Recent Articles
| 1:23 PM 4/30/2010
"We're headed for a big Republican election," says Stuart Rothenberg, publisher of the nonpartisan Rothenberg Political Report. With the country pessimistic about the jobless recovery and health care reform, he sees Democrats losing at least two dozen House seats in November.
| 7:30 PM 4/27/2010
Goldman CEO Lloyd Blankfein was defiant in his appearance before a Senate subcommittee that's probing the firm's disclosures to clients on the other side of Goldman's lucrative trades. Where senators saw gambling for huge profits, Blankfein saw prudent hedging against risk.
| 11:12 AM 4/27/2010
In testimony before a Senate subcommittee Tuesday, Goldman Sachs CEO Lloyd Blankfein defended his firm against SEC charges of fraud involving mortgage-backed securities. He said: Goldman "didn't have a massive short against the housing market and we certainly did not bet against our clients."
| 6:45 PM 4/26/2010
Republicans have stopped a U.S. Senate bill aimed at reforming banking industry regulation from moving forward. Proponents of legislation that would reduce risk in the banking system and increase consumer protections will now have to draft a new bill that can garner the 60 votes needed.
| 5:00 PM 4/26/2010
Despite denials from Goldman Sachs, Senator Carl Levin says that evidence gathered by a Senate subcommittee shows that the company was making short-sale bets against the mortgage-backed securities Goldman sold to investors in 2006 and 2007.
| 2:00 PM 4/23/2010
Not surprisingly, some big banks aren't happy with the president calling for their support of his financial reform. One lobbyist complains that Obama "demagogued the industry" in his quest for new regulations. Some voices were more conciliatory.
| 7:00 PM 4/20/2010
The feds's $700 billion bailout program has helped big banks but hasn't done much for the little guy, a key government official said Tuesday. Long-term unemployment remains at the highest rates in memory and this year's foreclosures are expected to eclipse the 2.8 million in 2009.
| 6:30 PM 4/19/2010
End of an era? Rep. Sander Levin, the new chairman of the House committee responsible for U.S. tax law, predicts the Bush tax cuts for the wealthiest Americans will expire.
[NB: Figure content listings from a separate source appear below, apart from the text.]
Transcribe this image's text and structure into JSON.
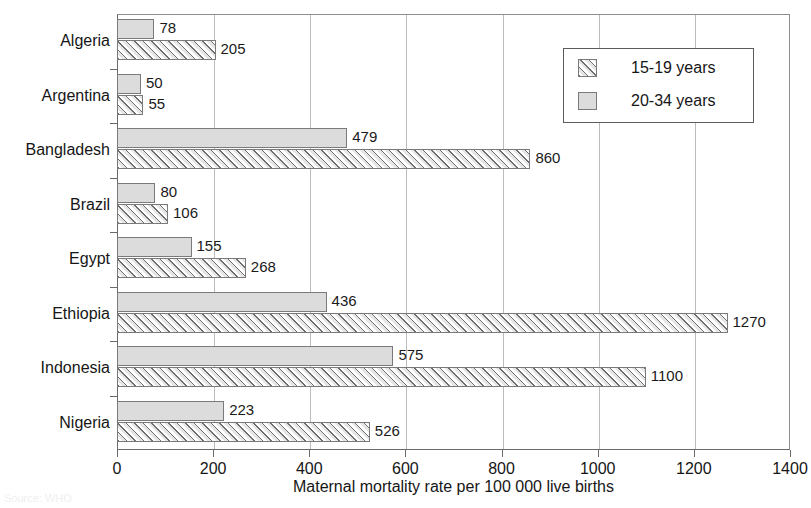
{
  "chart_data": {
    "type": "bar",
    "orientation": "horizontal",
    "title": "",
    "xlabel": "Maternal mortality rate per 100 000 live births",
    "ylabel": "",
    "xlim": [
      0,
      1400
    ],
    "xticks": [
      0,
      200,
      400,
      600,
      800,
      1000,
      1200,
      1400
    ],
    "xticklabels": [
      "0",
      "200",
      "400",
      "600",
      "800",
      "1000",
      "1200",
      "1400"
    ],
    "grid": "vertical",
    "categories": [
      "Algeria",
      "Argentina",
      "Bangladesh",
      "Brazil",
      "Egypt",
      "Ethiopia",
      "Indonesia",
      "Nigeria"
    ],
    "series": [
      {
        "name": "20-34 years",
        "pattern": "solid",
        "color": "#dcdcdc",
        "values": [
          78,
          50,
          479,
          80,
          155,
          436,
          575,
          223
        ]
      },
      {
        "name": "15-19 years",
        "pattern": "hatched",
        "color": "#e6e6e6",
        "values": [
          205,
          55,
          860,
          106,
          268,
          1270,
          1100,
          526
        ]
      }
    ],
    "legend": {
      "position": "top-right",
      "entries": [
        {
          "label": "15-19 years",
          "pattern": "hatched"
        },
        {
          "label": "20-34 years",
          "pattern": "solid"
        }
      ]
    },
    "data_labels_shown": true
  },
  "source_note": "Source: WHO"
}
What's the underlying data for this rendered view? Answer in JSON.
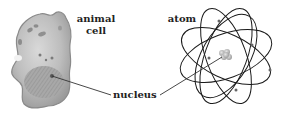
{
  "labels": {
    "cell": "animal cell",
    "cell_line1": "animal",
    "cell_line2": "cell",
    "atom": "atom",
    "nucleus": "nucleus"
  },
  "figures": {
    "cell": {
      "name": "animal cell",
      "has_nucleus": true
    },
    "atom": {
      "name": "atom",
      "electron_orbits": 5,
      "has_nucleus": true
    }
  },
  "colors": {
    "background": "#ffffff",
    "cell_fill": "#b8b8b8",
    "cell_edge": "#8a8a8a",
    "orbit_stroke": "#1a1a1a",
    "leader_line": "#333333",
    "text": "#222222"
  }
}
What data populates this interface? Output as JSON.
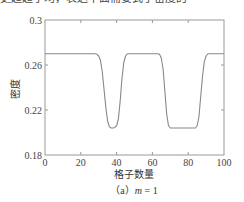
{
  "chart_data": {
    "type": "line",
    "title": "",
    "xlabel": "格子数量",
    "ylabel": "密度",
    "caption": "（a）m = 1",
    "caption_parts": {
      "prefix": "（a）",
      "var": "m",
      "suffix": " = 1"
    },
    "xlim": [
      0,
      100
    ],
    "ylim": [
      0.18,
      0.3
    ],
    "xticks": [
      0,
      20,
      40,
      60,
      80,
      100
    ],
    "xtick_labels": [
      "0",
      "20",
      "40",
      "60",
      "80",
      "100"
    ],
    "yticks": [
      0.18,
      0.22,
      0.26,
      0.3
    ],
    "ytick_labels": [
      "0.18",
      "0.22",
      "0.26",
      "0.3"
    ],
    "grid": false,
    "legend": null,
    "series": [
      {
        "name": "density",
        "color": "#888888",
        "x": [
          0,
          28,
          29,
          30,
          31,
          32,
          33,
          34,
          35,
          36,
          37,
          38,
          39,
          40,
          41,
          42,
          43,
          44,
          45,
          46,
          63,
          64,
          65,
          66,
          67,
          68,
          69,
          70,
          84,
          85,
          86,
          87,
          88,
          89,
          90,
          91,
          100
        ],
        "y": [
          0.27,
          0.27,
          0.2695,
          0.268,
          0.264,
          0.254,
          0.238,
          0.222,
          0.21,
          0.205,
          0.204,
          0.204,
          0.2045,
          0.206,
          0.212,
          0.228,
          0.248,
          0.262,
          0.268,
          0.27,
          0.27,
          0.2695,
          0.266,
          0.256,
          0.236,
          0.216,
          0.206,
          0.204,
          0.204,
          0.206,
          0.214,
          0.232,
          0.25,
          0.263,
          0.268,
          0.27,
          0.27
        ]
      }
    ]
  },
  "page": {
    "top_clipped_text": "更趋趋于均，表达中面需要式于密度的"
  }
}
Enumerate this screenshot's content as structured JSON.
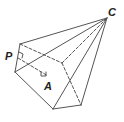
{
  "diagram": {
    "type": "geometric-solid",
    "colors": {
      "stroke": "#555555",
      "label": "#222222",
      "background": "#ffffff"
    },
    "labels": {
      "apex": "C",
      "point_p": "P",
      "point_a": "A"
    },
    "vertices": {
      "C": [
        107,
        18
      ],
      "top_left": [
        20,
        44
      ],
      "left": [
        15,
        72
      ],
      "bottom": [
        53,
        109
      ],
      "bottom_right": [
        81,
        105
      ],
      "hidden_back": [
        62,
        63
      ]
    }
  }
}
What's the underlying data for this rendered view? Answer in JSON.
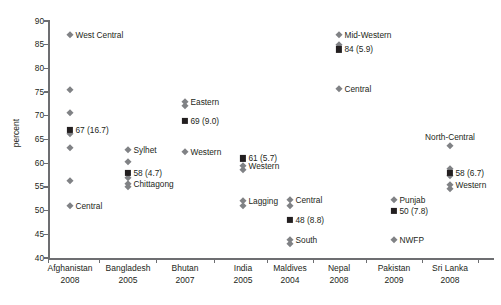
{
  "chart_data": {
    "type": "scatter",
    "title": "",
    "xlabel": "",
    "ylabel": "percent",
    "ylim": [
      40,
      90
    ],
    "ytick_step": 5,
    "yticks": [
      40,
      45,
      50,
      55,
      60,
      65,
      70,
      75,
      80,
      85,
      90
    ],
    "grid": false,
    "legend": "none",
    "marker_colors": {
      "region_diamond": "#808285",
      "national_square": "#231f20"
    },
    "axis_color": "#6d6e71",
    "categories": [
      {
        "country": "Afghanistan",
        "year": "2008"
      },
      {
        "country": "Bangladesh",
        "year": "2005"
      },
      {
        "country": "Bhutan",
        "year": "2007"
      },
      {
        "country": "India",
        "year": "2005"
      },
      {
        "country": "Maldives",
        "year": "2004"
      },
      {
        "country": "Nepal",
        "year": "2008"
      },
      {
        "country": "Pakistan",
        "year": "2009"
      },
      {
        "country": "Sri Lanka",
        "year": "2008"
      }
    ],
    "series": [
      {
        "country": "Afghanistan",
        "year": "2008",
        "national": {
          "value": 67,
          "cv": 16.7,
          "label": "67 (16.7)"
        },
        "regions": [
          {
            "label": "West Central",
            "value": 87.0
          },
          {
            "label": "",
            "value": 75.4
          },
          {
            "label": "",
            "value": 70.6
          },
          {
            "label": "",
            "value": 66.2
          },
          {
            "label": "",
            "value": 63.2
          },
          {
            "label": "",
            "value": 56.2
          },
          {
            "label": "Central",
            "value": 51.0
          }
        ]
      },
      {
        "country": "Bangladesh",
        "year": "2005",
        "national": {
          "value": 58,
          "cv": 4.7,
          "label": "58 (4.7)"
        },
        "regions": [
          {
            "label": "Sylhet",
            "value": 62.8
          },
          {
            "label": "",
            "value": 60.3
          },
          {
            "label": "",
            "value": 56.8
          },
          {
            "label": "Chittagong",
            "value": 55.6
          },
          {
            "label": "",
            "value": 55.0
          }
        ]
      },
      {
        "country": "Bhutan",
        "year": "2007",
        "national": {
          "value": 69,
          "cv": 9.0,
          "label": "69 (9.0)"
        },
        "regions": [
          {
            "label": "Eastern",
            "value": 73.0
          },
          {
            "label": "",
            "value": 72.0
          },
          {
            "label": "Western",
            "value": 62.4
          }
        ]
      },
      {
        "country": "India",
        "year": "2005",
        "national": {
          "value": 61,
          "cv": 5.7,
          "label": "61 (5.7)"
        },
        "regions": [
          {
            "label": "Western",
            "value": 59.5
          },
          {
            "label": "",
            "value": 58.5
          },
          {
            "label": "Lagging",
            "value": 52.0
          },
          {
            "label": "",
            "value": 51.0
          }
        ]
      },
      {
        "country": "Maldives",
        "year": "2004",
        "national": {
          "value": 48,
          "cv": 8.8,
          "label": "48 (8.8)"
        },
        "regions": [
          {
            "label": "Central",
            "value": 52.2
          },
          {
            "label": "",
            "value": 51.0
          },
          {
            "label": "South",
            "value": 43.8
          },
          {
            "label": "",
            "value": 43.0
          }
        ]
      },
      {
        "country": "Nepal",
        "year": "2008",
        "national": {
          "value": 84,
          "cv": 5.9,
          "label": "84 (5.9)"
        },
        "regions": [
          {
            "label": "Mid-Western",
            "value": 87.0
          },
          {
            "label": "",
            "value": 85.0
          },
          {
            "label": "Central",
            "value": 75.7
          }
        ]
      },
      {
        "country": "Pakistan",
        "year": "2009",
        "national": {
          "value": 50,
          "cv": 7.8,
          "label": "50 (7.8)"
        },
        "regions": [
          {
            "label": "Punjab",
            "value": 52.3
          },
          {
            "label": "NWFP",
            "value": 43.7
          }
        ]
      },
      {
        "country": "Sri Lanka",
        "year": "2008",
        "national": {
          "value": 58,
          "cv": 6.7,
          "label": "58 (6.7)"
        },
        "regions": [
          {
            "label": "North-Central",
            "value": 63.7
          },
          {
            "label": "",
            "value": 58.8
          },
          {
            "label": "",
            "value": 57.3
          },
          {
            "label": "Western",
            "value": 55.5
          },
          {
            "label": "",
            "value": 54.6
          }
        ]
      }
    ]
  },
  "axis": {
    "y_title": "percent",
    "y_labels": [
      "90",
      "85",
      "80",
      "75",
      "70",
      "65",
      "60",
      "55",
      "50",
      "45",
      "40"
    ],
    "x_labels": [
      {
        "name": "Afghanistan",
        "year": "2008"
      },
      {
        "name": "Bangladesh",
        "year": "2005"
      },
      {
        "name": "Bhutan",
        "year": "2007"
      },
      {
        "name": "India",
        "year": "2005"
      },
      {
        "name": "Maldives",
        "year": "2004"
      },
      {
        "name": "Nepal",
        "year": "2008"
      },
      {
        "name": "Pakistan",
        "year": "2009"
      },
      {
        "name": "Sri Lanka",
        "year": "2008"
      }
    ]
  },
  "point_labels": [
    "West Central",
    "Central",
    "67 (16.7)",
    "Sylhet",
    "Chittagong",
    "58 (4.7)",
    "Eastern",
    "Western",
    "69 (9.0)",
    "Western",
    "Lagging",
    "61 (5.7)",
    "Central",
    "South",
    "48 (8.8)",
    "Mid-Western",
    "Central",
    "84 (5.9)",
    "Punjab",
    "NWFP",
    "50 (7.8)",
    "North-Central",
    "Western",
    "58 (6.7)"
  ]
}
But the Michigan Democrat says tax cuts for middle income families will likely remain in place.
| 1:05 PM 4/19/2010
With the Senate preparing to take up major financial reform legislation this week, Senate Banking Committee Chairman Christopher Dodd called on Republicans to join in supporting the major regulatory overhaul. "This comes right down to this basic fact," said Dodd. "Whose side are you on?"
| 3:16 PM 4/16/2010
Agency infighting and regulators' disregard of shoddy lending practices allowed Washington Mutual Bank, which failed in 2008, to continue to make high-risk mortgage loans and sell them as securities into the market, a Senate investigative subcommittee reported Friday.